According to the note inside, I read this one in September 1964. I didn’t put a grade down for it, as I sometimes did, but that means nothing. Honestly I didn’t remember a darn thing about the book, though it’s easy to tell from the cover art by Paul Lehr that it takes place in the sea.

Walter Franklin was a senior crewmember on the space vessel Antares when he had to go outside to repair an antenna knocked askew by a small asteroid. His suit rocket got stuck wide open and he sailed off into cold, empty space out of control and expecting to die by oxygen starvation after several hours in the cold reaches of space.

He was rescued, four hours later, but it was the last time he would ever go into space. The trauma was deep and seemingly permanent. So the psychological staff treated him as best they could and he was returned to Earth to start a new life, leaving his wife and two sons on Mars. All this is briefly told in flashbacks throughout the first half of the book.

Franklin was put through a special course to become a Warden in the Bureau of Whales. The sea was being harvested for it’s food and mineral wealth, and – along with plankton farms – whales play a big part, for milk, oil, meat. Wardens keep watch over the herds and keep away predators. It’s an underwater, exciting job, and the sea provides a kind of security the very opposite of space.

The book follows the career of Franklin from raw rookie through Second Warden, First Warden, Chief, then on into the bureaucracy and finally to head of the Bureau. There are some exciting adventures, some dangerous encounters with sea life and the equipment that can be deadly if not properly handled, there are under-sea rescues, a light love story, challenges and rewards.

Yes, this is science fiction, nothing like what is depicted here existed in 1957 and still doesn’t, but the equipment Clarke describes is a lot closer to becoming real– and some already has – certainly much of the undersea submersible equipment is in use today. Clarke as usual had a good eye for future technology.
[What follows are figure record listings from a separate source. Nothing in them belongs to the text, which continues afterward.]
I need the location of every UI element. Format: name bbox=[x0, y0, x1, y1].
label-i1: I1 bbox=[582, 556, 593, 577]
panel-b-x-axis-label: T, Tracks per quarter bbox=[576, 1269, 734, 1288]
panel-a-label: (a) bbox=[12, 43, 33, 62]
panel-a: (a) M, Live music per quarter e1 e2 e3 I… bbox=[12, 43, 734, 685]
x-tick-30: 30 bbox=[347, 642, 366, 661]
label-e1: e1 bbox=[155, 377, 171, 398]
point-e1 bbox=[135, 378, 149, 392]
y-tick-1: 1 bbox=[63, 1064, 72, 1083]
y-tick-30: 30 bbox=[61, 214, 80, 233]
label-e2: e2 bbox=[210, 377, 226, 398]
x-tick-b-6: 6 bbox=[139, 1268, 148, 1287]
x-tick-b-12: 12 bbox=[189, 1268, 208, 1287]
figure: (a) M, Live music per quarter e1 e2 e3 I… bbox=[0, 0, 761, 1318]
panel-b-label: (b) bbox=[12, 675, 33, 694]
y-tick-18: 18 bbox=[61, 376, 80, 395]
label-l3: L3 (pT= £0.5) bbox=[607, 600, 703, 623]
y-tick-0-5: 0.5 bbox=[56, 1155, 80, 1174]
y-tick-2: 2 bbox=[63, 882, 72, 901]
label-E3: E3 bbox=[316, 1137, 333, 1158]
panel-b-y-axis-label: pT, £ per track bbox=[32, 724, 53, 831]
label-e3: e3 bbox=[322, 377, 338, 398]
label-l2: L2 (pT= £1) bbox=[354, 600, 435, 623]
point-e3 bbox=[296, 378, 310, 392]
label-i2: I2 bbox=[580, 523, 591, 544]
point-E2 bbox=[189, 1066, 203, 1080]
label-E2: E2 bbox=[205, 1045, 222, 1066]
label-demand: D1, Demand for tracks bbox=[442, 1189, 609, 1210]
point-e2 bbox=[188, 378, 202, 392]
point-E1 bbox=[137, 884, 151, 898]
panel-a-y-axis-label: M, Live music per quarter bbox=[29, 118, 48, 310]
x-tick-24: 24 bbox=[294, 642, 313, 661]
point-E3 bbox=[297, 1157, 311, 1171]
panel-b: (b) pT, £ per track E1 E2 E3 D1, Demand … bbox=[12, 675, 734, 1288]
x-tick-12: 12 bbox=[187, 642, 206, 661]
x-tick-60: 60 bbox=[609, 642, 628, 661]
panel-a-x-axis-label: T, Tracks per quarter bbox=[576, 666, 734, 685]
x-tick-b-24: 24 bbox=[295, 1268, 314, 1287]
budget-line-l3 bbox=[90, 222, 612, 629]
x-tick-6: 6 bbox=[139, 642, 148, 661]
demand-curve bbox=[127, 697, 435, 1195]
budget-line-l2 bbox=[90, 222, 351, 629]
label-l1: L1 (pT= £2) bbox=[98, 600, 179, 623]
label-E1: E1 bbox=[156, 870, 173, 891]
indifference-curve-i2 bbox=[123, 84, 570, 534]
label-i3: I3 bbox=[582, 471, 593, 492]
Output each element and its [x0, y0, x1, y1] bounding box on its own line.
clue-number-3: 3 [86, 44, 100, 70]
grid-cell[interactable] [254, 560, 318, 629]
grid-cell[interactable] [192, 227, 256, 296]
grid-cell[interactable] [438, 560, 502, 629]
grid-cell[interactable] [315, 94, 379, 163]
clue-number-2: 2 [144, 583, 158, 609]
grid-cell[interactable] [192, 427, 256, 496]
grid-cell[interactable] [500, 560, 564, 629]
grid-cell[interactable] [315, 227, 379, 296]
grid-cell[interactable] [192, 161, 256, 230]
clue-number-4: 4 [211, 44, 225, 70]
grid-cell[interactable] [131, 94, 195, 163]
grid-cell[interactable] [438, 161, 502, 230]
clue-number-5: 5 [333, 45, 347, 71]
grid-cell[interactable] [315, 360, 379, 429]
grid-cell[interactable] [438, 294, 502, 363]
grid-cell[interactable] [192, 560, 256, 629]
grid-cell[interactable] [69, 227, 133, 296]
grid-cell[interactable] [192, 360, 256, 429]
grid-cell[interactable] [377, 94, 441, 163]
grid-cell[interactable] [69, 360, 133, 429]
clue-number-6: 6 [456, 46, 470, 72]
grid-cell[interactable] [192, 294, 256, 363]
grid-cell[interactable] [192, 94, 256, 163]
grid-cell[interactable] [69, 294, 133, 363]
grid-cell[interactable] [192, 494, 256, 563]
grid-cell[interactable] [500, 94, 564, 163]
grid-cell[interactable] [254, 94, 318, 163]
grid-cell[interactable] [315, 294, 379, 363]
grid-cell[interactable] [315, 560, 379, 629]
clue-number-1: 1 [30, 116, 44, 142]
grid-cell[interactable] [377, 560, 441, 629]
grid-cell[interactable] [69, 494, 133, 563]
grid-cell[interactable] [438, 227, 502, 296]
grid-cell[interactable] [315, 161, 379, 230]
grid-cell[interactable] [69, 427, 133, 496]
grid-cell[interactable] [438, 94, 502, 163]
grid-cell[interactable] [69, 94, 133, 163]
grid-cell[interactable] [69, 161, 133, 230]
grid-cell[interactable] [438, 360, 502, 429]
A very different science fiction book, almost more of an adventure tale. I found myself thinking a few times as I read it that it would make a pleasing audio book. There was one done in 1980, on cassette, a special library edition, which may be out there somewhere. Though how many people still have cassette players? If you’re looking for something different in science fiction, light but interesting, this may be one worth trying. I enjoyed it.